What operational challenges arise when scaling cross-chain arbitrage bots?

Scaling cross-chain arbitrage bots amplifies technical, security, and operational complexities that threaten both profitability and systemic stability. Arbitrage opportunities hinge on speed and certainty; as operations span multiple blockchains, single-point assumptions such as transaction finality and consistent liquidity fragment. Philip Daian Cornell University documented how Miner Extractable Value and transaction ordering produce systemic instability in decentralized exchanges, illustrating that competition for ordering can degrade expected outcomes. These findings directly affect cross-chain strategies because arbitrageurs must contend with MEV, competing submitters, and differing mempool behaviors across chains.

Technical bottlenecks

Latency becomes a central constraint. Cross-chain arbitrage requires near-simultaneous execution or reliable atomicity; differences in block times and confirmation models create windows where one leg of a trade settles while another reverses. Network congestion and volatile gas pricing increase execution costs and the risk of partial fills, causing slippage and locked capital. Oracles and relayers introduce additional points of failure: price feeds can lag or be manipulated, so the reliability of external data is a critical dependency. Optimizing node placement, RPC providers, and private mempools reduces latency but raises operational overhead and centralization trade-offs.

Security, custody, and regulatory frictions

Bridges and cross-chain messaging protocols are frequent targets. Vitalik Buterin Ethereum Foundation has repeatedly warned about the security and centralization risks of bridges, noting that trust assumptions often concentrate risk in multisigs or custodians. Exploits can erase capital or create cascading effects when liquidity backs across chains. Managing private keys and multisig signers at scale increases human operational risk; frequent manual interventions or complex recovery paths raise the chance of error. Jurisdictional variation matters: AML, licensing, and sanctions regimes affect which liquidity sources and counterparties are available, introducing territorial friction that can force rerouting of flows or withdrawal of services.

Consequences range from reduced arbitrage margins to outright insolvency of strategies that cannot manage capital lockups, front-running, or regulatory interruptions. Mitigations such as transaction bundling, dedicated relayers, and cross-chain atomic swaps reduce some risks but increase cost and complexity. Operators must weigh higher infrastructure spend and tighter security practices against thinner returns, while understanding that cultural trust dynamics and environmental costs of maintaining multi-chain infrastructure influence long-term viability.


_Directions for this task_
Return only those lines of the listing in which "What" appears.

START Source data

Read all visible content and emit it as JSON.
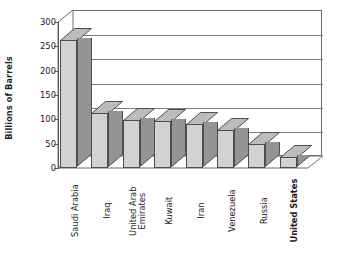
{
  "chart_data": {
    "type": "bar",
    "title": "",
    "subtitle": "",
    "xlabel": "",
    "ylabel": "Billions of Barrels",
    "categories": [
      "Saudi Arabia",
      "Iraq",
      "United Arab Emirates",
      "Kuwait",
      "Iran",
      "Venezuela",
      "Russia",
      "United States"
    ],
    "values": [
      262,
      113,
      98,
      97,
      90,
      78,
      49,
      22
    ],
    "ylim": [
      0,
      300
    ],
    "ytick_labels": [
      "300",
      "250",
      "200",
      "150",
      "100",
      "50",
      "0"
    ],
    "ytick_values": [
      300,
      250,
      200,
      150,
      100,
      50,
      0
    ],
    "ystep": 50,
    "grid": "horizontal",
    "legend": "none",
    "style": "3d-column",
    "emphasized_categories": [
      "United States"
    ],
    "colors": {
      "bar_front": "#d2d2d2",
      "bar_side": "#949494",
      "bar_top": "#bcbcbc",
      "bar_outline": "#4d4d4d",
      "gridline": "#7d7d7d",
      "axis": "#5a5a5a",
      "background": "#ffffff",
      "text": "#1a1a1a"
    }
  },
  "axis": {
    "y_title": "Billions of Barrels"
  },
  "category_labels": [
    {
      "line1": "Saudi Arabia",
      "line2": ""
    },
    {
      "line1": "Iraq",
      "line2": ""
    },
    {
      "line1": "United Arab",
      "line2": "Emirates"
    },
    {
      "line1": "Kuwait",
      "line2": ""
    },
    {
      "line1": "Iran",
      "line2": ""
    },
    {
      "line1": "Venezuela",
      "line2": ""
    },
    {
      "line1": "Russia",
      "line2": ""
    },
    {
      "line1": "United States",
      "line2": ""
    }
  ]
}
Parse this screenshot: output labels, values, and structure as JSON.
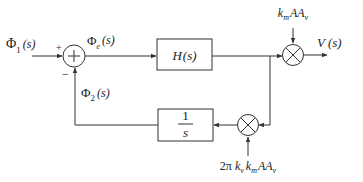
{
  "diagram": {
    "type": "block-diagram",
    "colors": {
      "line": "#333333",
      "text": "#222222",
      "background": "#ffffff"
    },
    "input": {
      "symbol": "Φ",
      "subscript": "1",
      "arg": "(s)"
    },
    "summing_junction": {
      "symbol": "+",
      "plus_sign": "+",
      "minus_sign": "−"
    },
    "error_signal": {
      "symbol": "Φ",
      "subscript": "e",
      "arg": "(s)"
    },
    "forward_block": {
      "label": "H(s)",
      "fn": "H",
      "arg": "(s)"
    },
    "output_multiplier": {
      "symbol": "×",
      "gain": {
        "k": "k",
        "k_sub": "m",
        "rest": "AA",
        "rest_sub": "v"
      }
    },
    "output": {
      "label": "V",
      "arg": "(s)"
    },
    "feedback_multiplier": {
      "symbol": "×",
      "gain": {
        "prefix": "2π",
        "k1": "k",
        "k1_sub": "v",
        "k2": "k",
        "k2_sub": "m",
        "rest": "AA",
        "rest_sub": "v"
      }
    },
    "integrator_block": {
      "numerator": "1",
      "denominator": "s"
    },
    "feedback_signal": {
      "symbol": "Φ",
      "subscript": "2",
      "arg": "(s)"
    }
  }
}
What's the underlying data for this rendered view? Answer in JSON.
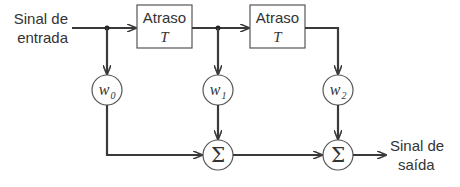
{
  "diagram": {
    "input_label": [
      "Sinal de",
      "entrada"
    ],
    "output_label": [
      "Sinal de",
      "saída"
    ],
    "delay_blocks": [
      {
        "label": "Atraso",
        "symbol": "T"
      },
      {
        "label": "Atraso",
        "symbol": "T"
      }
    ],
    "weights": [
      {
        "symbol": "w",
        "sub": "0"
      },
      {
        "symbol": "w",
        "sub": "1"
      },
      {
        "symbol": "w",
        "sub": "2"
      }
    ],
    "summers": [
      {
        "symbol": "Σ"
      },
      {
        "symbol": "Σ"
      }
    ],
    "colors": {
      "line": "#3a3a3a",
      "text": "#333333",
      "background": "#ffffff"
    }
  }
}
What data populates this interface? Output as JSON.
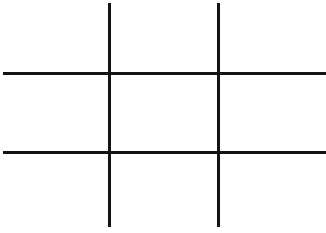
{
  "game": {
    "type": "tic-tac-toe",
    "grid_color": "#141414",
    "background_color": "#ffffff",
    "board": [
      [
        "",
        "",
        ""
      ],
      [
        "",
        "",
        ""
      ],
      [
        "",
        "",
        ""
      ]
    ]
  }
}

END Source data

_Written response_
What's the underlying data for this rendered view? Answer in JSON.
What data populates this interface? Output as JSON.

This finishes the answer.